Bayesian phylogenetic analysis of Semitic languages identifies an Early Bronze Age origin of Semitic in the Near East - PMC
Estimated divergence times:
- Semitic: East (Akkadian), West: 5750 BP (3750 BCE)
- West Semitic: Central, South: 5500 BP (3500 BCE)
- Central Semitic: Arabic, Northwest Semitic: 4500 BP (2500 BCE)
- Northwest Semitic: Ugaritic, H-A: 4000 BP (2000 BCE)
- H-A: Hebrew, Aramaic: 3500 BP (1500 BCE)
- South Semitic: South Arabic, Ethiosemitic: 4750 BP (2750 BCE)
- South Arabic: 2000 BP (1 CE)
- Ethiosemitic: 2750 BP (750 BCE)
Error bars ~ 1000 years each way
Their identified homeland: the Levant, the east coast of the Mediterranean Sea: Israel/Palestine, Lebanon, Syria.
With the northeast-African hypothesis of the Afroasiatic homeland, it is evident that some AA speakers have gone full circle and arrived back in their old homeland.
That has also happened with the Indo-European family. The PIE homeland is roughly Ukraine - South European Russia - Kazakhstan, and the PIE speakers spread southward to Anatolia, eastward to the Tarim Basin, becoming Tocharian speakers, and northward to the northern European plain, becoming Late-PIE speakers, and creating the Corded Ware culture.
That was a long strip roughly from Brussels to Moscow, though much older than either city, and the easternmost Corded Ware people pushed further eastward, crossing the Ural Mountains and founding the Sintashta culutre, speaking Proto-Indo-Iranian. Some of them went south and then west, becoming Scythians and Sarmatians, going full circle.
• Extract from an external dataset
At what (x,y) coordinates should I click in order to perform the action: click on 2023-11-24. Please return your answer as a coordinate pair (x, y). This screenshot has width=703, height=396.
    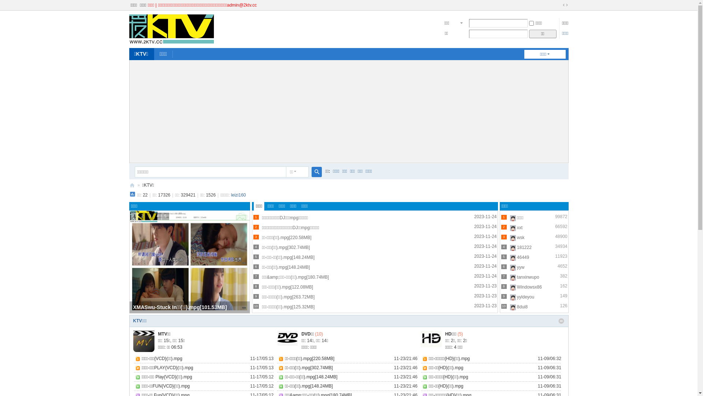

There were also plenty of later IE-speaking returnees and almost returnees.
The region of Galicia in Ukraine has a name that suggests that Celts were once there, something not very farfetched, because Celts sacked Delphi, Greece in 279 BC, and settled in Anatolia, becoming the Galatians mentioned in the New Testament.
The Roman Empire got a little bit into the PIE homeland with conquering some of Crimea and getting close to its western end.
In the early Middle Ages, Germanic tribes spread out of their homeland in N Germany, Denmark, and S Sweden, overrunning much of Europe. In some places the people that they overran ended up speaking Germanic dialects, but in other places, they became assimilated enough to end up speaking the languages of the people that they conquered. Some of these Germanic wanderers ended up in Crimea, the Crimean Goths.
Some time later, Slavs spread out of their homeland near where Poland, Ukraine, and Belarus meet, going westward, southward, and eastward. As a result, the people of the PIE homeland now speak Eastern Slavic languages.